SATURDAY MORNING, PEPPER woke up to find himself alone in the room and its door halfway open. Since his bed sat right beside the hidden door in the wall, he’d taken to touching it at the bulge where the handle used to be. In the last two days, he’d probably rubbed the spot two dozen times. The motion had become reassuring, soothing, as he tried to decide what he’d do tonight. Pepper touched it now but, in a flash, saw this behavior as if watching himself from across the room. He thought of Coffee at the phones, dialing and dialing. Or Loochie, pulling out her own hair on so many nights. Obsessive ticks. Maybe he was developing one, too. Pepper pulled his hand away. He jumped out of bed. He needed to do something else, to focus on anything else.
Pepper closed the door. He went across the room to Coffee’s dresser, and slid it away from the wall. He wanted to see if there was a door outlined under the paint here, too. But when Pepper moved the dresser, he found all these small black droppings on the floor. Rat turds. Wonderful.
Pepper rested one arm on Coffee’s dresser, which made the flimsy thing slide toward Coffee’s bed. When it connected, he heard a rattling sound. Pepper stooped and pulled open the bottom drawer and found pills. Handfuls of them. He’d seen Coffee dump some of his meds down the bathroom sink for the past few days, but who knew how many were assigned to the man each day? Pepper had been kept on a steady diet of two pills, three times a day, so he’d assumed that was about normal. In fact, there were patients on the unit who took six, seven, nine pills
The sight made Pepper downright nostalgic for the days of Coffee pestering him for coins. It was a wonder Coffee had been able to do that much with this many pharmaceuticals in his blood. Nickels, dimes, and quarters. For a moment Pepper was reminded of the simple—stupid!—pleasure he used to take in gathering up his coins and going to a Coinstar machine at the Key Food near his apartment. Feeding the change into that swiss-cheese grill and listening to it all rattle as the machine counted up the currency. Sometimes he’d even forget to take the slip to the register and redeem it for cash right away. The joy had been in finding out how much he’d collected. That’s the kind of thing that being inside the unit made a person miss.
As Pepper slid the drawer shut again, he wondered if, and when, the police would ever return for him. When they’d bring him before a judge. When he’d receive sentencing. Or was this the sentence? Not what they’d intended when they picked him up but just as good. He wondered where he might be in the NYPD’s system. How long after the paperwork was filed before Huey, Dewey, and Louie would return for him? In books, movies, television, the justice system worked with a ruthless efficiency. Arrest, arraignment, trial, and verdict, all in forty-six minutes and forty-eight seconds.
Not here.
Since the conversation under the maple tree, Pepper had been evading the other members of his revolutionary cell. When Coffee went out to “take” his meds and get breakfast, Pepper pretended to still be sleeping. Yesterday, he didn’t eat one meal with Coffee or Dorry or Loochie. If they’d noticed, they didn’t stress him about it. All that mattered, for their purposes, was what he’d do tonight. But he still didn’t know.
Before leaving the room, Pepper went to his dresser and took out his street clothes. The slacks and socks had dried. They were a little stale, but they didn’t stink. They now showed large orange splotches where the dirty water had soaked through and stained. On the right butt cheek of his slacks, and in spots down both legs. The heels of both socks, too. And yet Pepper put them on. His shirt had been ruined so he still had to wear the pajama top.
With those spotted clothes on he almost looked like a man wearing desert camouflage pants. He even put on his boots again.
Pepper walked to the nurses’ station after all the other patients had been there and gone. Miss Chris and Josephine had been on duty together, but only Miss Chris stood waiting for him now. Josephine sat in front of the computer again. The screen glowed slightly green, and she stared at it with an expression beyond confusion, beyond frustration. Josephine almost looked serene as she watched the screen. Her arms were crossed, as if waiting for the computer to address her. As if it might offer an ingot of wisdom if she sat there long enough.
Miss Chris, on the other hand, waggled the clipboard at Pepper when he entered the oval room. “This the one I waiting on.” She took one look at his stained, spotty slacks but said nothing. At least he wasn’t walking around without them.
Pepper reached the nurses’ station and stretched out his right hand for his pills.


- Exercise brief: Every single entry below should be reproduced verbatim.

Records from a data collection:
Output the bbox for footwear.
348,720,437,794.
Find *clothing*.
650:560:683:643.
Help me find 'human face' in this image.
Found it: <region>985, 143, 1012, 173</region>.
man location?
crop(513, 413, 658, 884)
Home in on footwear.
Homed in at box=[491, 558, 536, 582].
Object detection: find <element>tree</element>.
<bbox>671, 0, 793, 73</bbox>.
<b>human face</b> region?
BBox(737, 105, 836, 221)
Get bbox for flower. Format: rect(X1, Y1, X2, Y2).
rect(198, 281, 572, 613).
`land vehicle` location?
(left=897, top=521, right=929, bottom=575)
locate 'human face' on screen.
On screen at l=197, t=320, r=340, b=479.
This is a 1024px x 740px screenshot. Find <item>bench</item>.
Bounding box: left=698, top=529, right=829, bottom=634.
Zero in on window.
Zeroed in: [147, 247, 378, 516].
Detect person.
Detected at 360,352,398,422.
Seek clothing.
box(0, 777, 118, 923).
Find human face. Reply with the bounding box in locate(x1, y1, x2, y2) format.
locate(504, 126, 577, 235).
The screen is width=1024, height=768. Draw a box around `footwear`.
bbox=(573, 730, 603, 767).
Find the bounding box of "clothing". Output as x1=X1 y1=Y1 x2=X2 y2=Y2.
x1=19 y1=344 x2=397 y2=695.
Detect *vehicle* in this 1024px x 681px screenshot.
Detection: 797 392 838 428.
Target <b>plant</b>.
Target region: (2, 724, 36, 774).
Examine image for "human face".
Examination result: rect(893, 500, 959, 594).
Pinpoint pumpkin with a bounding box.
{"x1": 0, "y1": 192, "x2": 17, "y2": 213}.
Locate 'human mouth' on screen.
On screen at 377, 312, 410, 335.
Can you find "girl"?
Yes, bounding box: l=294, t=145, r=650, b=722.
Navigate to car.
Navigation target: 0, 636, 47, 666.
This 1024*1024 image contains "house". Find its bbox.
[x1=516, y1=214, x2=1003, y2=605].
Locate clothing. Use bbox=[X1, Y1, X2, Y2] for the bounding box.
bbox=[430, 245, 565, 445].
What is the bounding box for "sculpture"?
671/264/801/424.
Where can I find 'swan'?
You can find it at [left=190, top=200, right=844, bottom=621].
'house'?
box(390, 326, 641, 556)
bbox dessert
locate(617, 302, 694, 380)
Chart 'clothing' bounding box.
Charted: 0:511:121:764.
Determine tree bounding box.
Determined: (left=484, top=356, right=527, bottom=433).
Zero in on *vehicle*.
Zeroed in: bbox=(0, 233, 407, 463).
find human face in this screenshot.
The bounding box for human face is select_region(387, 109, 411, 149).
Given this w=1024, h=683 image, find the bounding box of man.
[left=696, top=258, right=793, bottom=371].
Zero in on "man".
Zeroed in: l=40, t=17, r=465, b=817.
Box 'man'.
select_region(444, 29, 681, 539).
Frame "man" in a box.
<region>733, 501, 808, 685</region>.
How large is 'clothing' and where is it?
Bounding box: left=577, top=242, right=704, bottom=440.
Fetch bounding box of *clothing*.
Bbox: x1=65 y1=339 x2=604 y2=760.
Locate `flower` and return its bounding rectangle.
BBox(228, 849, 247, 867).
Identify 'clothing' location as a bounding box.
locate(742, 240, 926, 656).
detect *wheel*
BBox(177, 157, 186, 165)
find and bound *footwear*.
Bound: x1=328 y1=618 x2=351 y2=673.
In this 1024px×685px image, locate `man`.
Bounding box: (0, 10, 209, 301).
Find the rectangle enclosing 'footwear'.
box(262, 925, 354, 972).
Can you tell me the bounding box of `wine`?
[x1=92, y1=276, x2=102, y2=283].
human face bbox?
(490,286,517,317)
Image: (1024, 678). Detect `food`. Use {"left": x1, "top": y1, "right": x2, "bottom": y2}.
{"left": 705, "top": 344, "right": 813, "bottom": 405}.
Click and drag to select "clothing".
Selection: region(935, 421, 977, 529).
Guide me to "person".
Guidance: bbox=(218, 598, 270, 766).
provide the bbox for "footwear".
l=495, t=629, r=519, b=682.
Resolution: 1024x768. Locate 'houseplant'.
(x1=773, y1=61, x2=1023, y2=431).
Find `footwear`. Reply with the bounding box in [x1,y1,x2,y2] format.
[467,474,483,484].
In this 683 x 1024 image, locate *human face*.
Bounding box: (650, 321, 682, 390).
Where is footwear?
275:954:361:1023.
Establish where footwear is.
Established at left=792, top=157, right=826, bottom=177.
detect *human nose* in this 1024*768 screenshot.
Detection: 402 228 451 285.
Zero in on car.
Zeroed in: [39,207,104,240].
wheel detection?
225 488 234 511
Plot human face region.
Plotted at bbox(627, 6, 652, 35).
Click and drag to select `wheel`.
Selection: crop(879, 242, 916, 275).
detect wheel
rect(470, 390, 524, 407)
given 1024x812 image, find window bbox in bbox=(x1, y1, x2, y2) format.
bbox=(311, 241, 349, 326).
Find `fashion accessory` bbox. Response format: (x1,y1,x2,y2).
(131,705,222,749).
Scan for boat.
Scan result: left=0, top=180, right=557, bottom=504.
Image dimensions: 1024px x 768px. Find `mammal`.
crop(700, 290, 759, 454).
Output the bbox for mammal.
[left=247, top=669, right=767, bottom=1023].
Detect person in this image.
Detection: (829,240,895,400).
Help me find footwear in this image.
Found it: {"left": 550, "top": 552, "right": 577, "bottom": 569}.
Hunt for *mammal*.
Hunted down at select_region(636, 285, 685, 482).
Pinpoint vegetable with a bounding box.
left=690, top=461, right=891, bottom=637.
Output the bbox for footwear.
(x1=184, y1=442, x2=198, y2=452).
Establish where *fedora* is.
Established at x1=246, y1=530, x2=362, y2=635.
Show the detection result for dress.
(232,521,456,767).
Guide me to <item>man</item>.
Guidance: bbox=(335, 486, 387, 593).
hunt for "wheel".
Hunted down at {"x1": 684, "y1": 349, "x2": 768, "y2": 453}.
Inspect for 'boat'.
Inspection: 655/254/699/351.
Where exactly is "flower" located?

- Your solution:
Output the bbox for footwear.
348,720,437,794.
Find *clothing*.
650:560:683:643.
Help me find 'human face' in this image.
Found it: <region>985, 143, 1012, 173</region>.
man location?
crop(513, 413, 658, 884)
Home in on footwear.
Homed in at box=[491, 558, 536, 582].
Object detection: find <element>tree</element>.
<bbox>671, 0, 793, 73</bbox>.
<b>human face</b> region?
BBox(737, 105, 836, 221)
Get bbox for flower. Format: rect(X1, Y1, X2, Y2).
rect(198, 281, 572, 613).
`land vehicle` location?
(left=897, top=521, right=929, bottom=575)
locate 'human face' on screen.
On screen at l=197, t=320, r=340, b=479.
This is a 1024px x 740px screenshot. Find <item>bench</item>.
Bounding box: left=698, top=529, right=829, bottom=634.
Zero in on window.
Zeroed in: [147, 247, 378, 516].
Detect person.
Detected at 360,352,398,422.
Seek clothing.
box(0, 777, 118, 923).
Find human face. Reply with the bounding box in locate(x1, y1, x2, y2) format.
locate(504, 126, 577, 235).
The screen is width=1024, height=768. Draw a box around `footwear`.
bbox=(573, 730, 603, 767).
Find the bounding box of "clothing". Output as x1=X1 y1=Y1 x2=X2 y2=Y2.
x1=19 y1=344 x2=397 y2=695.
Detect *vehicle* in this 1024px x 681px screenshot.
Detection: 797 392 838 428.
Target <b>plant</b>.
Target region: (2, 724, 36, 774).
Examine image for "human face".
Examination result: rect(893, 500, 959, 594).
Pinpoint pumpkin with a bounding box.
{"x1": 0, "y1": 192, "x2": 17, "y2": 213}.
Locate 'human mouth' on screen.
On screen at 377, 312, 410, 335.
Can you find "girl"?
Yes, bounding box: l=294, t=145, r=650, b=722.
Navigate to car.
Navigation target: 0, 636, 47, 666.
This 1024*1024 image contains "house". Find its bbox.
[x1=516, y1=214, x2=1003, y2=605].
Locate clothing. Use bbox=[X1, Y1, X2, Y2] for the bounding box.
bbox=[430, 245, 565, 445].
What is the bounding box for "sculpture"?
671/264/801/424.
Where can I find 'swan'?
You can find it at [left=190, top=200, right=844, bottom=621].
'house'?
box(390, 326, 641, 556)
bbox dessert
locate(617, 302, 694, 380)
Chart 'clothing' bounding box.
Charted: 0:511:121:764.
Determine tree bounding box.
Determined: (left=484, top=356, right=527, bottom=433).
Zero in on *vehicle*.
Zeroed in: bbox=(0, 233, 407, 463).
find human face in this screenshot.
The bounding box for human face is select_region(387, 109, 411, 149).
Given this w=1024, h=683 image, find the bounding box of man.
[left=696, top=258, right=793, bottom=371].
Zero in on "man".
Zeroed in: l=40, t=17, r=465, b=817.
Box 'man'.
select_region(444, 29, 681, 539).
Frame "man" in a box.
<region>733, 501, 808, 685</region>.
How large is 'clothing' and where is it?
Bounding box: left=577, top=242, right=704, bottom=440.
Fetch bounding box of *clothing*.
Bbox: x1=65 y1=339 x2=604 y2=760.
Locate `flower` and return its bounding rectangle.
BBox(228, 849, 247, 867).
Identify 'clothing' location as a bounding box.
locate(742, 240, 926, 656).
detect *wheel*
BBox(177, 157, 186, 165)
find and bound *footwear*.
Bound: x1=328 y1=618 x2=351 y2=673.
In this 1024px×685px image, locate `man`.
Bounding box: (0, 10, 209, 301).
Find the rectangle enclosing 'footwear'.
box(262, 925, 354, 972).
Can you tell me the bounding box of `wine`?
[x1=92, y1=276, x2=102, y2=283].
human face bbox?
(490,286,517,317)
Image: (1024, 678). Detect `food`. Use {"left": x1, "top": y1, "right": x2, "bottom": y2}.
{"left": 705, "top": 344, "right": 813, "bottom": 405}.
Click and drag to select "clothing".
Selection: region(935, 421, 977, 529).
Guide me to "person".
Guidance: bbox=(218, 598, 270, 766).
provide the bbox for "footwear".
l=495, t=629, r=519, b=682.
Resolution: 1024x768. Locate 'houseplant'.
(x1=773, y1=61, x2=1023, y2=431).
Find `footwear`. Reply with the bounding box in [x1,y1,x2,y2] format.
[467,474,483,484].
In this 683 x 1024 image, locate *human face*.
Bounding box: (650, 321, 682, 390).
Where is footwear?
275:954:361:1023.
Establish where footwear is.
Established at left=792, top=157, right=826, bottom=177.
detect *human nose* in this 1024*768 screenshot.
Detection: 402 228 451 285.
Zero in on car.
Zeroed in: [39,207,104,240].
wheel detection?
225 488 234 511
Plot human face region.
Plotted at bbox(627, 6, 652, 35).
Click and drag to select `wheel`.
Selection: crop(879, 242, 916, 275).
detect wheel
rect(470, 390, 524, 407)
given 1024x812 image, find window bbox in bbox=(x1, y1, x2, y2) format.
bbox=(311, 241, 349, 326).
Find `fashion accessory` bbox. Response format: (x1,y1,x2,y2).
(131,705,222,749).
Scan for boat.
Scan result: left=0, top=180, right=557, bottom=504.
Image dimensions: 1024px x 768px. Find `mammal`.
crop(700, 290, 759, 454).
Output the bbox for mammal.
[left=247, top=669, right=767, bottom=1023].
Detect person in this image.
Detection: (829,240,895,400).
Help me find footwear in this image.
Found it: {"left": 550, "top": 552, "right": 577, "bottom": 569}.
Hunt for *mammal*.
Hunted down at select_region(636, 285, 685, 482).
Pinpoint vegetable with a bounding box.
left=690, top=461, right=891, bottom=637.
Output the bbox for footwear.
(x1=184, y1=442, x2=198, y2=452).
Establish where *fedora* is.
Established at x1=246, y1=530, x2=362, y2=635.
Show the detection result for dress.
(232,521,456,767).
Guide me to <item>man</item>.
Guidance: bbox=(335, 486, 387, 593).
hunt for "wheel".
Hunted down at {"x1": 684, "y1": 349, "x2": 768, "y2": 453}.
Inspect for 'boat'.
Inspection: 655/254/699/351.
Where exactly is "flower" located?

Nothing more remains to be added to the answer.